A Huffman table, in JPEG standard, is generated from a collection of statistics in two steps. One of the steps is implementing function/method given by this picture: (This picture is given in Annex K of JPEG standard):
Problem is here. Previously in standard (Annex C) says this sentence:
Huffman tables are specified in terms of a 16-byte list (BITS) giving the number of codes for each code length from
1 to 16. This is followed by a list of the 8-bit symbol values (HUFFVAL), each of which is assigned a Huffman code.

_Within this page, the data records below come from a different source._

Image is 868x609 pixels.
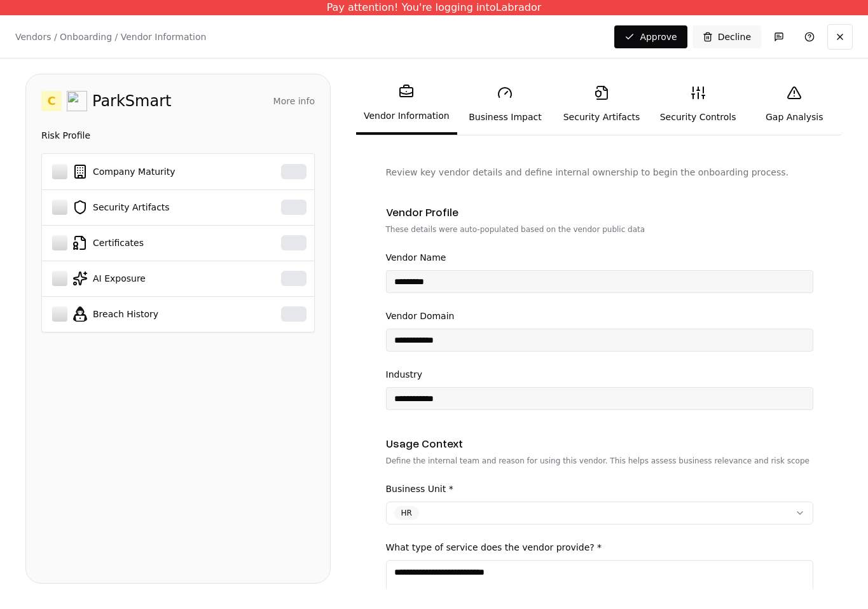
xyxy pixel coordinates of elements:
div: Vendor Profile [386,204,813,219]
div: ParkSmart [92,91,171,111]
div: Risk Profile [41,128,314,143]
label: Vendor Name [386,253,446,263]
div: AI Exposure [52,271,244,286]
a: Gap Analysis [746,75,842,133]
button: Decline [692,26,761,49]
label: Business Unit * [386,484,454,494]
button: HR [386,501,813,524]
img: ParkSmart [67,91,87,111]
div: Usage Context [386,435,813,451]
a: Vendor Information [356,74,457,135]
div: HR [394,506,419,520]
p: Define the internal team and reason for using this vendor. This helps assess business relevance a... [386,456,813,466]
p: Review key vendor details and define internal ownership to begin the onboarding process. [386,166,813,179]
button: Approve [614,26,687,49]
a: Security Artifacts [553,75,649,133]
div: Certificates [52,235,244,250]
a: Security Controls [649,75,747,133]
p: Vendors / Onboarding / Vendor Information [15,30,206,43]
a: Business Impact [457,75,554,133]
div: Company Maturity [52,164,244,180]
div: C [41,91,62,111]
div: Security Artifacts [52,200,244,215]
p: These details were auto-populated based on the vendor public data [386,225,813,235]
div: Breach History [52,306,244,322]
label: Vendor Domain [386,311,454,321]
label: What type of service does the vendor provide? * [386,543,602,552]
label: Industry [386,370,423,379]
button: More info [273,90,314,113]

Obviously BITS is list of 16 elements. But in picture above, i is first set to 32 (i=32) then we want to access BITS[i]. Probably I misunderstood something, so please let someone gives me an answer.
Here is JPEG standard description of picture:
Figure K.3 gives the procedure for adjusting the BITS list so that no code is longer than 16 bits. Since symbols are paired
for the longest Huffman code, the symbols are removed from this length category two at a time. The prefix for the pair
(which is one bit shorter) is allocated to one of the pair; then (skipping the BITS entry for that prefix length) a code word
from the next shortest non-zero BITS entry is converted into a prefix for two code words one bit longer. After the BITS
list is reduced to a maximum code length of 16 bits, the last step removes the reserved code point from the code length
count.
Here is code for picture above:
void adjustBitLengthTo16Bits(vector<char>&BITS){
int i=32,j=0;
while(1){
if(BITS[i]>0){
j=i-1;
j--;
while(BITS[j]<=0)
j--;
BITS[i]=BITS[i]-2;
BITS[i-1]=BITS[i-1]+1;
BITS[j+1]=BITS[j+1]+2;
BITS[j]=BITS[j]-1;
continue;
}
else{
i--;
if(i!=16)
continue;
while(BITS[i]==0)
i--;
BITS[i]--;
return;
}
}
}
This code is only for encoders that want to generate their own custom Huffman tables. The majority of JPEG encoders just use fixed tables that are reasonable approximations of the statistics of most images. In this particular case, the first step in generating a Huffman table for the AC coefficients produces a table up to 32 entries (bits) long. Since there are only 256 unique symbols to encode (skip/length pairs), there should never be more than 32 bits needed to specify all of the Huffman codes. After the first pass has produced a set of codes (up to 32-bits in length), the second pass takes the least frequent (longest) codes and "moves" them into shorter length slots so that the maximum code length is 16-bits. In an ideal Huffman table, the frequency distributions correspond to the code lengths. In this case, the table is being made to fit by squeezing the longest codes into slots reserved for shorter codes. This can be done because the 14/15/16 bit length Huffman codes have "room" for more permutations of bits and can "fit" the longer codes in them.
Update:
There is limited benefit to "optimizing" the Huffman tables in JPEG. Most of the compression occurs because of the quantization and DCT transform of the pixels. Switching to arithmetic coding has a measurable benefit (~10% size reduction), but then it limits the audience since most JPEG decoders don't support arithmetic coding due to past patent issues.